There will be just one flat stage at the 2024 Vuelta a España, with the mountains set to take centre stage at the Grand Tour once again.
The full route for the 2024 edition of the race was unveiled on Tuesday night in Madrid’s Marriott Auditorium Hall.
It will be bookended by two short individual time trials - totalling 34km - beginning on 17 August in Lisbon, Portugal, and finishing in the Spanish capital on 8 September.
Announcing the route on X, the official race account wrote that there will be only “1 flat stage” - news that will be unwelcome to the peloton’s sprinters - which falls on day five into Sevilla.
🔥 #LaVuelta24 🔥🛣 1 etapa llana / 1 flat stage⛰ 13 etapas de media y alta montaña / 13 hilly and mountain stages〰️5 etapas onduladas (2 de ellas con final en alto) / 5 hilly stages (2 of them with high finish)⏱ 2 CRI / 2 ITT🏁 3.265 km pic.twitter.com/4rRLH32d8QDecember 19, 2023
Otherwise, it is the mountains that will once again star at the Vuelta a España. The first summit finish will come on day four, with a final ascent of the category-one Pico Villuercas in the centre of the country.
The race will then travel south, with mid-mountains stages in Andalucía, including three category-one climbs on day nine from Motril to Granada.
From there, the riders will make a 1,000km transfer to Galica in the north-west of Spain.
As the race then makes its way along the country’s northern ridge, the mountains keep coming, with the first especial (HC) summit finish on stage 15 to Cuitu Negru, where the gradients reach almost 30%.
The iconic Lagos de Covadonga will return after a two-year absence on stage 16 to give back-to-back especial finales, albeit either side of a rest day. The 22km-long Asturian ascent hosted a dramatic finale of the Vuelta Femenina this year, with Movistar’s Annemiek van Vleuten hanging onto the red jersey by just nine seconds.
A few easier days follow, before two final tests for the GC riders.
Stages 19 and 20 will again feature consecutive summit finishes, this time on the Alto de Moncalvillo, where then Jumbo-Visma rider Primož Roglič last won in 2020, and the Picón Blanco, the site of Rein Taaramäe's (Intermarché-Circus-Wanty) victory in 2021.
There will be no procession for the red jersey in Madrid on the final day, with the winner decided instead in a 22km individual time trial.
This year’s edition of the race was won by Sepp Kuss (Jumbo-Visma), the first American Grand Tour winner in a decade.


▸ THE PROBLEM
The answer must consist of every line below that contains the word "expected".

__________________________________________________

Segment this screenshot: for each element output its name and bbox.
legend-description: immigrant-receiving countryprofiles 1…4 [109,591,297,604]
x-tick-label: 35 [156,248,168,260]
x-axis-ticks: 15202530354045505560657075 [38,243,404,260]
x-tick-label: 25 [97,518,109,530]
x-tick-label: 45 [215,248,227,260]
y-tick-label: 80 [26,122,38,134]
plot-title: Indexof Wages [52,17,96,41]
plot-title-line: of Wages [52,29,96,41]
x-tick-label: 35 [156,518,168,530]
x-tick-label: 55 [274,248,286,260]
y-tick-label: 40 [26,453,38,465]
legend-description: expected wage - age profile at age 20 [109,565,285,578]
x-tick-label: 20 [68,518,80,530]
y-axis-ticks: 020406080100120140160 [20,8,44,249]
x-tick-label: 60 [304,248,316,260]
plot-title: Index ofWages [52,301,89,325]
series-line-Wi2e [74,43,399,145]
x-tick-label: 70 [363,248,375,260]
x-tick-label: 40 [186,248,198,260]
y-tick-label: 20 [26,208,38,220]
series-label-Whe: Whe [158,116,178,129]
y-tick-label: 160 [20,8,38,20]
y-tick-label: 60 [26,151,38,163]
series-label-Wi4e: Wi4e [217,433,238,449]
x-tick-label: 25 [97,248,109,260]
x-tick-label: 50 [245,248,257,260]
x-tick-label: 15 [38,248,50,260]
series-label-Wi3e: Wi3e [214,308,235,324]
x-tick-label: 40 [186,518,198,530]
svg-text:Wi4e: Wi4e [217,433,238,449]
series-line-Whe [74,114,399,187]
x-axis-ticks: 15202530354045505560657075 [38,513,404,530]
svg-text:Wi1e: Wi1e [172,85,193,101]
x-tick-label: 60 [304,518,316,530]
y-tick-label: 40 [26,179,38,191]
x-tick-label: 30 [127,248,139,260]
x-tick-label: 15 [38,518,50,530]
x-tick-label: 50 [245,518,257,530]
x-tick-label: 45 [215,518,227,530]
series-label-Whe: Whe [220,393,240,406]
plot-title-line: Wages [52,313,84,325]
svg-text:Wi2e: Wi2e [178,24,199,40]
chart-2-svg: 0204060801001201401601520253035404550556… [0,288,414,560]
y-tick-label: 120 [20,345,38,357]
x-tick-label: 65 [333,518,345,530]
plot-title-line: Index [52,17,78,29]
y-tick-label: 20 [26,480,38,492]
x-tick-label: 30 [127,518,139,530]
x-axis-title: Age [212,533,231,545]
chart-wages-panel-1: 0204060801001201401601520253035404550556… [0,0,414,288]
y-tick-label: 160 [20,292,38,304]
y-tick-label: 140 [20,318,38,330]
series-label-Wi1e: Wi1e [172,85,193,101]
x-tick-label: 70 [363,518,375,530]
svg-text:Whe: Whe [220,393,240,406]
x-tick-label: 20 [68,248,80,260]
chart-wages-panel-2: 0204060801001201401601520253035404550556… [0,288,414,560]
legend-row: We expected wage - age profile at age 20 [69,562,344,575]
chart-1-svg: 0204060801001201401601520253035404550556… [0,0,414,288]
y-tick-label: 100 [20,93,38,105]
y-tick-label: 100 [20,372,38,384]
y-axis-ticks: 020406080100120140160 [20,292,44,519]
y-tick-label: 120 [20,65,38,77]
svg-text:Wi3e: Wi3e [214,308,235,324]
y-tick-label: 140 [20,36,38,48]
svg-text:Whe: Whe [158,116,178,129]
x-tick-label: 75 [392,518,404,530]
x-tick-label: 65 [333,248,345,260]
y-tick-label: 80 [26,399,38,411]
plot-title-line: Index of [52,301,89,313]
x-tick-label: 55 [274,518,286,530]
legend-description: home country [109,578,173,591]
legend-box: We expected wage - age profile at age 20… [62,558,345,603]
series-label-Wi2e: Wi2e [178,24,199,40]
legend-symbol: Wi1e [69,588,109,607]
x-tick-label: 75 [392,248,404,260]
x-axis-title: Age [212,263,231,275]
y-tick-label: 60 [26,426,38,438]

__________________________________________________

▸ TASK SOLUTION
legend-description: expected wage - age profile at age 20 [109,565,285,578]
legend-row: We expected wage - age profile at age 20 [69,562,344,575]
legend-box: We expected wage - age profile at age 20… [62,558,345,603]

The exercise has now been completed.